Interferometer Spots Galaxy at 40M Lightyears
techno-vampire writes "JPL announces that a pair of telescopes used as an optical interferometer have detected a galaxy 40 million light years away, smashing the previous record of 3,000 light years. This feat, using infrared, has given us a far more detailed look into the center of a galaxy, and opened up a whole new field of research."
What about the Hubble Deep Field images that showed galaxies as much as 13 billion light years away?
I suffer from attention surplus disorder.
To hopefully help quell the rush of prople who don't RTFA. Because the post is a bit. . .misleading.
"NGC 4151 is 40 million light years from Earth, far beyond the most distant object previously detected by this type of telescope system, which was about 3,000 light years from Earth."
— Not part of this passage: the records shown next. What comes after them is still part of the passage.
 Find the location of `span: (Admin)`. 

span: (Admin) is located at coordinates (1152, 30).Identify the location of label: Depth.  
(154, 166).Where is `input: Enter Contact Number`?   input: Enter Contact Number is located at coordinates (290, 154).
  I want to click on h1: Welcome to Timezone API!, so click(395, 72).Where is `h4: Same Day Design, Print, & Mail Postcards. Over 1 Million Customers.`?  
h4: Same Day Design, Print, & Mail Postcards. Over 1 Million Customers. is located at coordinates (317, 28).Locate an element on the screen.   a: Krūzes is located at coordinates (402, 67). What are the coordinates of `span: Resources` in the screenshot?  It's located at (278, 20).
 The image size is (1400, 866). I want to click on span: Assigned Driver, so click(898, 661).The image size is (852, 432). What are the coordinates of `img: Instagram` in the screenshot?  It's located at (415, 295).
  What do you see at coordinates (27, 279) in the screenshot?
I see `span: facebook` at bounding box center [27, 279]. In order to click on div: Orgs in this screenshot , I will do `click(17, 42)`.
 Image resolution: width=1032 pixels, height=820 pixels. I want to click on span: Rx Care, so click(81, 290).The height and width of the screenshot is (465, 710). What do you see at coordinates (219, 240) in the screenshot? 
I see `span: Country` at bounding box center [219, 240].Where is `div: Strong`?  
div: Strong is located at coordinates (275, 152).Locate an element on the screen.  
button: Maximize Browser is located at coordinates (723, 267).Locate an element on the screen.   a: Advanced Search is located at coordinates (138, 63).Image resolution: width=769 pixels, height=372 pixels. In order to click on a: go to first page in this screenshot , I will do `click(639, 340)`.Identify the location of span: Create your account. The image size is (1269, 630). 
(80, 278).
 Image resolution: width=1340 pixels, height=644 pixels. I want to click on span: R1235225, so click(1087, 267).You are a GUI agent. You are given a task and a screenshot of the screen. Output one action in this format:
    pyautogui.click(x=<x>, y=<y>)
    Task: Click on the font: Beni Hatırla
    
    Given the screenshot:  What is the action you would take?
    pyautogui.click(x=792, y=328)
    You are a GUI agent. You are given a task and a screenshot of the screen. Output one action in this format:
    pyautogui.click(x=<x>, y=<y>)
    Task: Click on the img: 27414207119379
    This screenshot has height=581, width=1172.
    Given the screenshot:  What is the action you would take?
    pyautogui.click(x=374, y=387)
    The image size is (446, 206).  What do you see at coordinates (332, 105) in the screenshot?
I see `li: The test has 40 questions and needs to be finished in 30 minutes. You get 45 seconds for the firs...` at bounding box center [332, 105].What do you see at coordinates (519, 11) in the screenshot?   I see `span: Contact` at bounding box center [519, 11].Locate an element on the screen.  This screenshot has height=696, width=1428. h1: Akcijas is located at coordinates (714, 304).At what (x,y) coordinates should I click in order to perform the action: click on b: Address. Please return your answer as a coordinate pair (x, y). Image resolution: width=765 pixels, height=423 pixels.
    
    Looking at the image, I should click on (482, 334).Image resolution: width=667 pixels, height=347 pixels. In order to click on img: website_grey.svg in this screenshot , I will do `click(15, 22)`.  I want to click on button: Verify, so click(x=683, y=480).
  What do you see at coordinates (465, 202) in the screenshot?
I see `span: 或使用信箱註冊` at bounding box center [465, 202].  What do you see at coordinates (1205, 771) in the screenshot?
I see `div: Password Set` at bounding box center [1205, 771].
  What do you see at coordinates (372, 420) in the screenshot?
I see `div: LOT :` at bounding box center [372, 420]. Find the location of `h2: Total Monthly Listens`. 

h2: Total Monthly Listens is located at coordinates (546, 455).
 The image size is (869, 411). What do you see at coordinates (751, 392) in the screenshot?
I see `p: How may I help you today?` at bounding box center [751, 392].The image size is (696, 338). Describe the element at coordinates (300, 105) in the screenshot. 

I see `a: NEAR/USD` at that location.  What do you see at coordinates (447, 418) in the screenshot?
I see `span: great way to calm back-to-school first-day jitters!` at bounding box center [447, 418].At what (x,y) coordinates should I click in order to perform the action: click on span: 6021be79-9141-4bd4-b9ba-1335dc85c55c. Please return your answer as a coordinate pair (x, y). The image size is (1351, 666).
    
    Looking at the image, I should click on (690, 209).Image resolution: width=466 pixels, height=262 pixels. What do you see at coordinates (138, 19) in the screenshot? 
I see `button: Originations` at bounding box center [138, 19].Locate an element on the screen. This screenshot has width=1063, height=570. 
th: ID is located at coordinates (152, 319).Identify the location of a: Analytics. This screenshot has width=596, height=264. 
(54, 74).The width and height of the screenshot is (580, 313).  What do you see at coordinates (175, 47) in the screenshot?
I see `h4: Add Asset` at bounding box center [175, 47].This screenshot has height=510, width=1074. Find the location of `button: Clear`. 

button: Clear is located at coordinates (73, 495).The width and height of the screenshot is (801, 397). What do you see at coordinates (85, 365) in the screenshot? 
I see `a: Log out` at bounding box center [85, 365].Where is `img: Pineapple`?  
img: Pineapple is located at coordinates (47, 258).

"this type of telescope system"
They are refering SPECIFICALLY to the technique used to image this. NOT 'most distant object imaged'.
Building a better backup.
Zettabyte Storage
I would like to see an array of cheap telescopes stationed at the LaGrangian points to do interferometry at any wavelength. Gravity wave detection could also be included in the mix. There would be no need for elaborate vibration damping and not being limited to the simple L shape that current ground based gravity detectors use, we would be able to triangulate gravity wave disturbances in 3 dimensions!